About

Broadly I study people and their relationship with governments, how individuals are conceptualized by administrations during warfare, and their relationship with the space around them. How we define people in conflict is a reflection of politics and political determinism in the period. While much of the theory in defining people during warfare is the purview of political science, the innovative nature of my research is that it uses political theory alongside the methodology of borderlands as pioneered in American Indian and early American studies and applying this to the late seventeenth century in Scotland. The nature of warfare is shaped by its human ideologies and culture. My ongoing book project explores the relationship of people, warfare, and their environment to explain why the newly installed regime relied on local knowledge of the environment to conduct warfare and that environment’s impact on policy itself. My research will show how the Irish Sea cannot be ignored as a significant factor in policy decisions of the late-seventeenth century conflicts.

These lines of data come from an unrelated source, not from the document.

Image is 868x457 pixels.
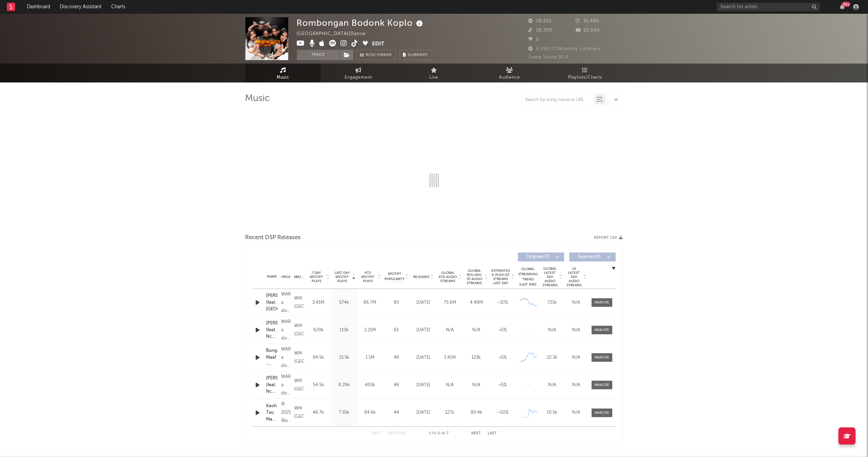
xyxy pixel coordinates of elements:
div: [DATE] [412,299,435,306]
span: Playlists/Charts [568,74,602,82]
span: Global Rolling 7D Audio Streams [465,269,484,285]
div: 99 + [842,2,850,7]
div: WM [GEOGRAPHIC_DATA] [294,350,304,366]
div: WARKOP, a division of Warner Music Indonesia, © 2025 Warner Music Indonesia [281,373,290,397]
div: N/A [566,299,586,306]
div: N/A [542,326,562,333]
span: Music [276,74,290,82]
span: ATD Spotify Plays [359,270,377,283]
button: Originals(7) [518,253,564,261]
span: Jump Score: 91.4 [529,55,568,59]
div: WM [GEOGRAPHIC_DATA] [294,404,304,420]
div: WARKOP, a division of Warner Music Indonesia, © 2025 Warner Music Indonesia [281,345,290,370]
span: Engagement [345,74,373,82]
div: N/A [439,382,462,389]
div: 84.5k [307,354,330,361]
div: 15.5k [333,354,356,361]
div: Global Streaming Trend (Last 60D) [518,267,539,288]
span: 7 Day Spotify Plays [307,270,325,283]
span: Label [292,275,302,279]
a: Audience [472,64,547,82]
div: Name [266,274,278,279]
div: 123k [465,354,488,361]
button: Summary [400,50,432,60]
div: 629k [307,326,330,333]
a: Bunga Maaf - Koplo Version [266,347,278,368]
div: [GEOGRAPHIC_DATA] | Dance [297,30,373,38]
input: Search for artists [717,3,820,12]
div: [DATE] [412,382,435,389]
a: Benchmark [356,50,396,60]
div: N/A [439,326,462,333]
span: Estimated % Playlist Streams Last Day [491,269,510,285]
span: Features ( 0 ) [574,255,606,259]
span: Live [429,74,439,82]
span: Originals ( 7 ) [523,255,554,259]
span: US Latest Day Audio Streams [566,267,582,288]
div: 7.55k [333,409,356,416]
div: 110k [333,326,356,333]
div: N/A [566,409,586,416]
span: 31,486 [575,19,599,23]
div: 84.6k [359,409,381,416]
div: 80 [385,299,408,306]
div: Rombongan Bodonk Koplo [297,17,425,29]
span: Benchmark [366,51,392,59]
span: 10,900 [575,28,599,33]
span: 3 [529,37,539,42]
div: 2.21M [359,326,381,333]
div: 1.41M [439,354,462,361]
div: WARKOP, a division of Warner Music Indonesia, © 2025 Warner Music Indonesia [281,318,290,343]
span: Global Latest Day Audio Streams [542,267,558,288]
div: 66.7M [359,299,381,306]
a: [PERSON_NAME] (feat. Ncum) - Breakbeat BKB Version [266,375,278,395]
input: Search by song name or URL [522,97,595,103]
div: 61 [385,326,408,333]
button: Features(0) [569,253,616,261]
span: to [432,432,436,435]
div: 10.5k [542,409,562,416]
button: Previous [388,431,406,435]
div: 54.5k [307,382,330,389]
div: 8.29k [333,382,356,389]
div: ~ 10 % [491,299,515,306]
span: Audience [499,74,520,82]
span: 28,522 [529,19,552,23]
div: 574k [333,299,356,306]
div: 48 [385,354,408,361]
div: 22.3k [542,354,562,361]
button: Export CSV [595,235,623,240]
span: of [441,432,445,435]
div: WARKOP, a division of Warner Music Indonesia, © 2025 Warner Music Indonesia [281,291,290,315]
div: 4.49M [465,299,488,306]
div: ~ 50 % [491,409,515,416]
span: Last Day Spotify Plays [333,270,352,283]
div: 1 5 7 [420,430,458,438]
div: 721k [542,299,562,306]
button: Track [297,50,340,60]
div: N/A [465,326,488,333]
a: Live [397,64,472,82]
div: [DATE] [412,409,435,416]
div: [DATE] [412,326,435,333]
div: WM [GEOGRAPHIC_DATA] [294,377,304,393]
div: © 2025 Warner Music Indonesia [281,400,290,425]
span: Summary [408,54,429,57]
div: <5% [491,382,515,389]
a: [PERSON_NAME] (feat. Ncum) - Maman Fvndy Remix [266,320,278,340]
div: N/A [542,382,562,389]
button: First [371,431,381,435]
div: [DATE] [412,354,435,361]
button: 99+ [840,4,845,9]
div: N/A [566,354,586,361]
div: 3.41M [307,299,330,306]
button: Last [488,431,497,435]
a: Kasih Tau Mama ([PERSON_NAME]) [266,403,278,423]
a: [PERSON_NAME] (feat. [GEOGRAPHIC_DATA]) [266,292,278,312]
span: Global ATD Audio Streams [439,270,457,283]
span: Recent DSP Releases [245,234,301,242]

My latest research has focused on prisoners of war, social networks, and warfare. I use social network analysis, prosopography, and data visualization to help explain policy-making processes during the Revolution (1688-90). You can find more of my research and contact details on my CV and on the contact page!

Media Appearances:

Jacobite Exhibition Introduction

Following an invited lecture at the University of Guelph’s Scottish Studies Center, I was invited to appear on the promotional video for the University Special Collections’ exhibit on sources for the study of Jacobitism.